ASIC chairman David Knott says the funeral plan product, sold by Tower agent Australian InsuranceLine, had been advertised in a potentially misleading way.
"The ads claimed 'guaranteed acceptance, no strings attached, no fine print, no exceptions'. In fact there were significant exceptions," he says.
ASIC says some of the printed promotions ran by Tower between February 7, 1999 and October 2000 failed to make clear that the funeral policy excluded payment after death from causes other than accidental death, such as an illness, in the first 12 months and suicide in the first 13 months.
"We wanted to ensure that the 42 affected families who tried to make a claim on the policy after the death of a family member would have those claims met," Knott says.
ASIC's move has brought a commitment by Tower Life to pay out all benefits where a claim under the funeral policy was rejected because of the exclusions arising from that advertising.
Full disclosure of all relevant information is an issue ASIC is pursuing vigorously, Knott says.

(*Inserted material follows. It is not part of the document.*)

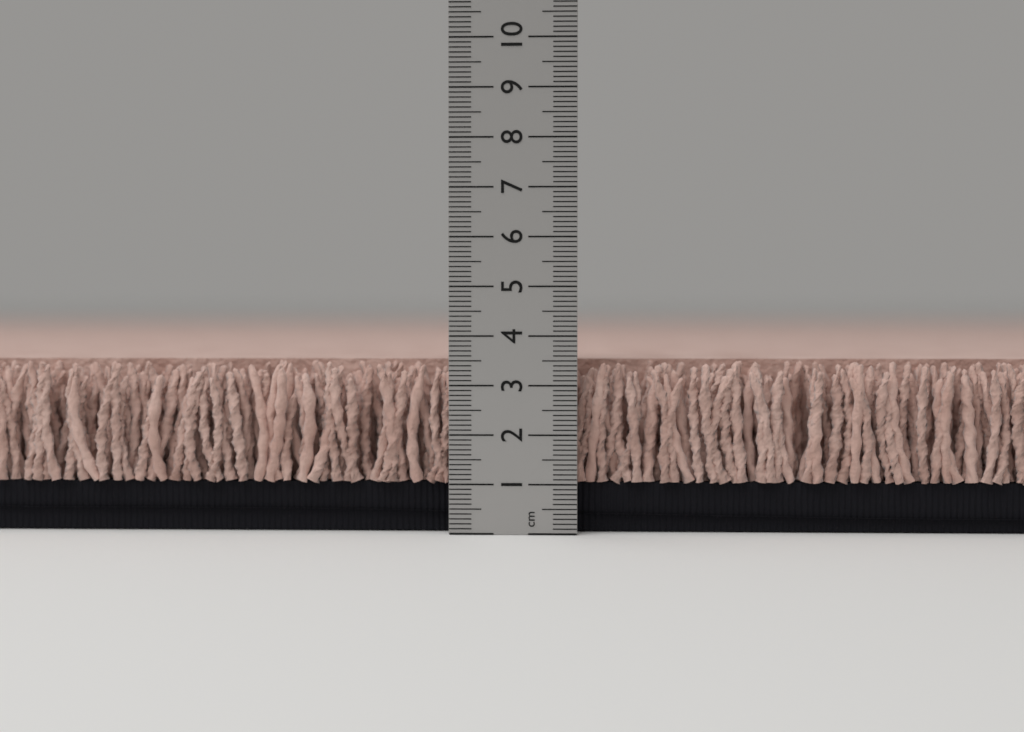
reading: 3.5 cm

"Industry participants must be prepared to take a hard look at their advertising material and compliance systems," he said.
Recommended for you
The strategic partnership with Oaktree Capital and AZ NGA is likely to pave the way for overseas players looking to enter the Australian financial advice market, according to experts.
ASIC has cancelled a Sydney AFSL for failing to pay a $64,000 AFCA determination related to inappropriate advice, which then had to be paid by the CSLR.
Increasing revenue per client is a strategic priority for over half of financial advice businesses, a new report has found, with documented processes being a key way to achieving this.
The education provider has encouraged all financial advisers to avoid a “last-minute scramble” in meeting education requirements prior to the 31 December 2025 deadline.